Page 5 of The Shadow Orc's Bride
So unaware.
His breath slowed. His heart did not race. It never did before a kill. Calm was his weapon, shadow his shield. One strike, one breath, and the war would end.
The shadows stirred around him, eager for the taste of royal blood.
Rakhal shifted, ready to slip inside.
He let the darkness curl forward first, threads of anakara winding like smoke through the narrow gap in the shutters. They slid across the chamber, unseen, unheard—extensions of his will, his senses. The shadows touched the stone, the furs, the faint gleam of steel on the bedside table. They brushed against her skin, her breath, the fluttering pulse in her throat.
Rakhal closed his eyes.
Her presence filled him. Every movement. Every sigh. The faint hitch of breath as she shifted beneath the furs. The slow ebb of tension in her body as weariness claimed her. Then, at last, the rhythm evened. A steady cadence, soft and sure. Sleep had taken her.
Still, he waited.
He lingered in the darkness outside her chamber, crouched against the tower's cold stone, letting the night settle around him like a second skin. The city spread below, streets hushed and shuttered. Beyond the walls, faint fires glimmered on the plains where armies once clashed and bled, their embers whispering of old battles, old scars.
The night was his comfort. Its silence. Its embrace. The cool air against his skin, the shadows answering every thought, every breath. Here, in the dark, he was more alive than in daylight, more whole. The night belonged to him, and he to it.
And yet?—
His jaw tightened beneath the mask. How many nights had he crouched like this? How many towers had he climbed, how many chambers breached, how many lives ended with a whisper and a strike? Thousands of dead. Entire bloodlines erased. Kings, generals, soldiers, nameless men and women who had simply stood in the wrong place, belonged to the wrong side.
All of it weighed on him, as heavy as the stone beneath his claws.
They had taught him from youth to despise humans. To see them as carrion, filth, vermin gnawing at the bones of the world. Once, he had believed it. Once, he had killed with fire in his veins, with the certainty of righteous vengeance.
But now?
Now he felt nothing. Not hatred. Not fury. Only a hollow quiet where once there had been rage. The humans stank of sweat and death, yes, but they bled the same as his ownkind. They cried, they pleaded, they died. And his shadows had devoured them all.
Rakhal's gaze lifted to the stars above the tower, faint points of light caught in the veil of smoke. He wondered when it would end. When the blood would stop flowing. When his people—his clan, his kin—would finally know peace.
If such a thing was possible for them.
If such a thing was possible for him.
The queen's breathing deepened. The shadows whispered, restless. The kill was close.
Rakhal stilled himself. He became part of the night, a statue carved of frost and shadow, his body pressed against the cold stone. Time slowed to a crawl.
The world around him breathed in silence. The air bit sharp, carrying the scent of smoke from distant fires and the tang of iron from the fortress walls. A breeze stirred, ghosting along the tower, tugging faintly at his cloak. Above, the clouds shifted, dragging their veils across the pale curve of the moon, dimming its glow, then baring it again. Silver light washed across the courtyard, catching on the helms of weary guards.
Their boots rang as they shifted. A new pair took their posts, voices low, grumbling against the cold. One yawned, the other muttered a curse. The rhythm of it all—the clank of armor, the faint rasp of steel against leather—was a pattern Rakhal had learned to read as easily as a hunter reads the pulse of the forest. Nothing stirred that he did not feel. Nothing moved that he did not mark.
The night was his ally. Still, vast, unbroken but for the quiet breath of wind.
Above him, the queen exhaled once more, long and steady. The cadence of her breathing settled into its pattern. Sleep had taken her fully now, wrapping her in its fragile shroud.
Rakhal's hand flexed against the stone. The shadows thickened at his call, threads of dark energy curling around the window like searching fingers. A pulse ran through them—a frisson of power that vibrated against the latch.
The metal shivered.
With a soft scrape, almost lost in the night, the catch lifted. The shutters trembled, then eased open with a faint creak. The sound was sharp to his ears, but it vanished beneath the sigh of wind and the shifting clouds above.
Rakhal moved.
He slid upward, his body a seamless extension of the shadows. One hand caught the sill, then the other. He drew himself through the narrow opening with fluid precision, slipping into the chamber without sound, without trace.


▶ **AIM OF THE TASK**: In the data below, which lines hold the word "lower"? Copy them.

▶ **Extracts from a graphics dataset**:
+---+

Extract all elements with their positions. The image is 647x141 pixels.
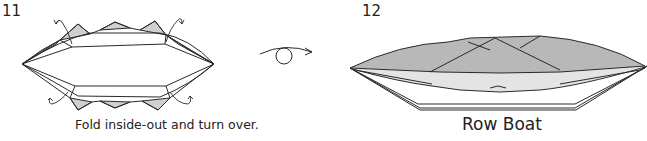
turn-over-icon: [260, 47, 312, 64]
step-number: 11: [2, 2, 21, 20]
step-caption: Fold inside-out and turn over.: [75, 117, 259, 132]
step-number: 12: [362, 2, 381, 20]
step11-model: [22, 21, 214, 110]
row-boat-model: [350, 36, 647, 110]
model-title: Row Boat: [462, 114, 542, 134]
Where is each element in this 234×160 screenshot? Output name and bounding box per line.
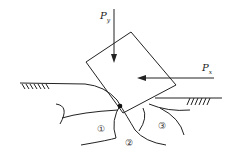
tool-tip-point — [118, 104, 123, 109]
force-px-label: Px — [202, 63, 212, 75]
force-py-label: Py — [100, 11, 110, 23]
zone-3-label: ③ — [158, 122, 166, 131]
zone-2-label: ② — [125, 139, 133, 148]
ground-hatch-right — [187, 98, 210, 105]
zone1-upper-curve — [56, 104, 118, 124]
zone1-lower-curve — [81, 138, 116, 145]
zone3-curve-1 — [149, 104, 190, 110]
zone3-boundary — [139, 108, 145, 131]
cutting-diagram — [0, 0, 234, 160]
zone-1-label: ① — [97, 125, 105, 134]
force-px-arrowhead — [137, 75, 146, 81]
force-py-arrowhead — [111, 54, 117, 63]
tool-block — [86, 32, 176, 113]
ground-hatch-left — [22, 84, 49, 89]
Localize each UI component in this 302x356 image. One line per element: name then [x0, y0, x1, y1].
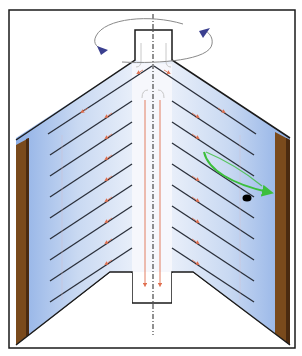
central-channel [132, 64, 172, 272]
particle [243, 195, 252, 202]
centrifuge-diagram [0, 0, 302, 356]
bowl-wall-left-shade [26, 138, 29, 337]
bowl-wall-right-shade [286, 138, 290, 345]
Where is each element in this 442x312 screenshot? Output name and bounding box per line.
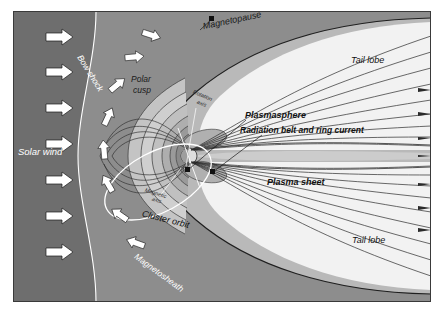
label-polar-cusp-line1: Polar <box>131 74 152 84</box>
magnetosphere-diagram-canvas: Solar wind Bow shock Magnetosheath Magne… <box>0 0 442 312</box>
label-tail-lobe-lower: Tail lobe <box>352 235 385 245</box>
label-solar-wind: Solar wind <box>18 146 63 157</box>
label-polar-cusp-line2: cusp <box>133 85 151 95</box>
label-radiation-belt: Radiation belt and ring current <box>240 125 365 135</box>
label-plasma-sheet: Plasma sheet <box>267 177 326 187</box>
figure-body: Solar wind Bow shock Magnetosheath Magne… <box>13 9 431 302</box>
magnetosphere-figure: Solar wind Bow shock Magnetosheath Magne… <box>0 0 442 312</box>
label-tail-lobe-upper: Tail lobe <box>351 55 384 65</box>
label-plasmasphere: Plasmasphere <box>245 110 306 120</box>
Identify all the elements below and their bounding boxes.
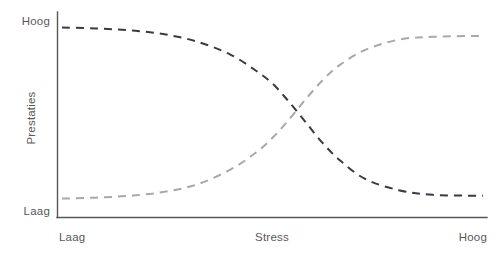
y-tick-label-low: Laag xyxy=(24,205,50,217)
stress-performance-chart: Hoog Laag Prestaties Laag Hoog Stress xyxy=(0,0,498,258)
series-line-descending xyxy=(62,27,483,195)
x-tick-label-high: Hoog xyxy=(459,231,487,243)
x-tick-label-low: Laag xyxy=(59,231,85,243)
x-axis-title: Stress xyxy=(255,231,289,243)
chart-canvas: Hoog Laag Prestaties Laag Hoog Stress xyxy=(0,0,498,258)
y-axis-title: Prestaties xyxy=(25,91,37,144)
series-line-ascending xyxy=(62,36,483,199)
y-tick-label-high: Hoog xyxy=(22,15,50,27)
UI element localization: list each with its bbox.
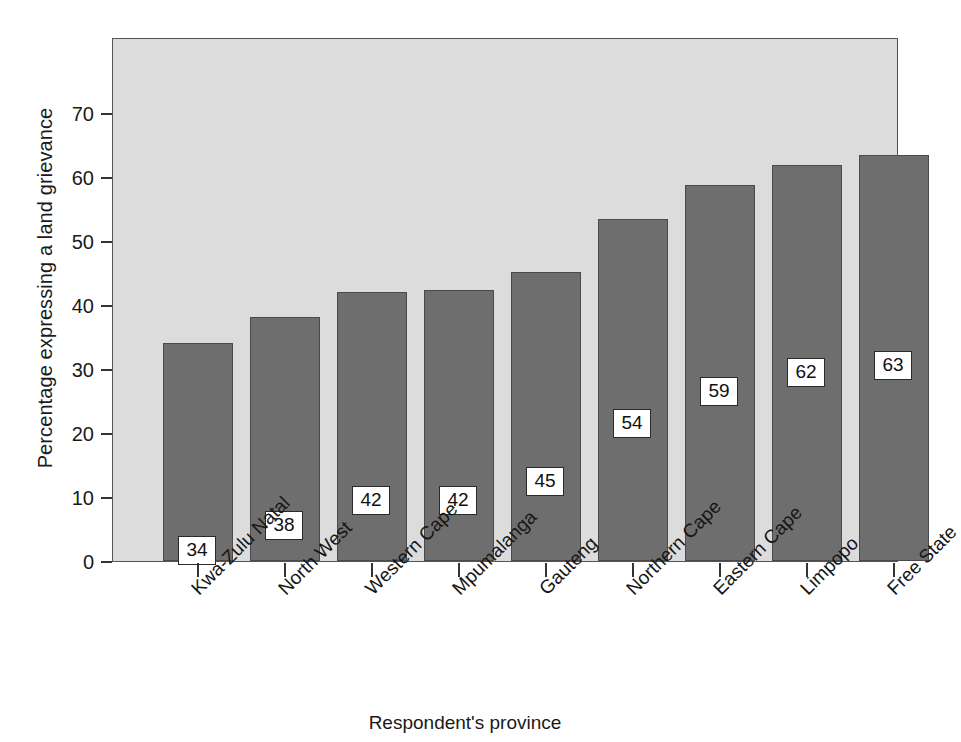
y-tick-label: 30 <box>34 360 94 380</box>
y-tick-mark <box>101 369 112 371</box>
y-tick-mark <box>101 177 112 179</box>
y-tick-label: 50 <box>34 232 94 252</box>
y-tick-label: 70 <box>34 104 94 124</box>
y-tick-label: 60 <box>34 168 94 188</box>
y-tick-mark <box>101 305 112 307</box>
bar-value-label: 54 <box>613 409 651 438</box>
bar-value-label: 63 <box>874 351 912 380</box>
y-tick-label: 40 <box>34 296 94 316</box>
y-tick-label: 10 <box>34 488 94 508</box>
bar-value-label: 45 <box>526 467 564 496</box>
y-tick-mark <box>101 113 112 115</box>
plot-area <box>112 38 898 562</box>
y-tick-label: 0 <box>34 552 94 572</box>
y-tick-label: 20 <box>34 424 94 444</box>
bar <box>685 185 755 561</box>
bar <box>163 343 233 561</box>
x-axis-title: Respondent's province <box>0 712 930 734</box>
y-tick-mark <box>101 561 112 563</box>
bar-value-label: 42 <box>352 486 390 515</box>
bar-value-label: 62 <box>787 358 825 387</box>
bar <box>598 219 668 561</box>
bar-value-label: 59 <box>700 377 738 406</box>
bar <box>337 292 407 561</box>
y-tick-mark <box>101 433 112 435</box>
y-tick-mark <box>101 497 112 499</box>
y-tick-mark <box>101 241 112 243</box>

+---+

▶ **ANSWER SPACE**:
zone1-lower-curve — [81, 138, 116, 145]
label-tail-lobe-lower: Tail lobe <box>352 235 385 245</box>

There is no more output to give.